Her cousin Zach’s young son, Evan, and daughter, Lily, raced among the knots of relatives catching up. Her grandparents were dancing their feet off. Her widowed Aunt Beth, Zach’s mom, seemed to welcome the romantic intentions of Zach’s father-in-law, James Kendall. Her own parents, who ran a bed-and-breakfast, had taken responsibility for supplying ample food and drink, which they’d been too busy arranging to eat.
But something was wrong with Molly. Instead of wrapping herself in the cloak of family affection, she felt as if she were hanging around on the edges of love.
Surrounded by everyone who mattered most to her, she peered from baby Chloe in Sophie’s arms to pregnant Olivia, Zach’s wife. A strange emptiness yawned inside her.
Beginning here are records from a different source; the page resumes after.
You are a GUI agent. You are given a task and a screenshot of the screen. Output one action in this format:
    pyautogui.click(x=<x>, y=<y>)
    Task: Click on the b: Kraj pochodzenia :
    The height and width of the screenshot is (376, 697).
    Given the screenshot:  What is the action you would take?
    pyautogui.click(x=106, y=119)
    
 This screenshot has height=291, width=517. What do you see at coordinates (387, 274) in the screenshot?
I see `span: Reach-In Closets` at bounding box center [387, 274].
She’d never have a child of her own. Her two cousins, who’d been more like brother and sister to her, had reached a stage in life that she couldn’t share.
An inner voice, refusing to be silenced, whispered that she wasn’t even a real Calvert. That she was adopted.
Loneliness prodded her as Sophie passed Chloe to her husband, Ian. Behind him, Zach and Olivia each caught one of their children for a hug. Evan and Lily wriggled away, far too excited to stand still for affection.
Molly watched as if from a far place. She loved her parents, enjoyed her job, couldn’t imagine living anywhere except on Bardill’s Ridge in Tennessee’s Smoky Mountains. But at twenty-five, she envied her cousins and hid a secret longing for a husband and family of her own—a husband who could love her despite the holes in her soul.
But what kind of man could love her after he heard the truth? She’d controlled her self-destructive impulses in the ten years since she’d survived a catastrophic miscarriage, but no amount of understanding could change the fact that she was damaged goods. Every man in this town knew her past. They didn’t come looking for her. She invited none of them into her life.
Loving her cousins, resenting her own envy, Molly eased through the throng in the wood-smoke-scented dining room. At the doorway, she braced her hand on one of the wide posts that ran from ceiling to floor and searched for her mother’s loving, lovable face. Her mom smiled back, and Molly felt a little better.
Since the age of eight, when Eliza and Patrick Calvert had accepted her as their foster child, she’d known no other mother. She owed her parents everything. They’d saved her life and then forgiven her for all the increasingly bad things she’d done. Owing them made her different.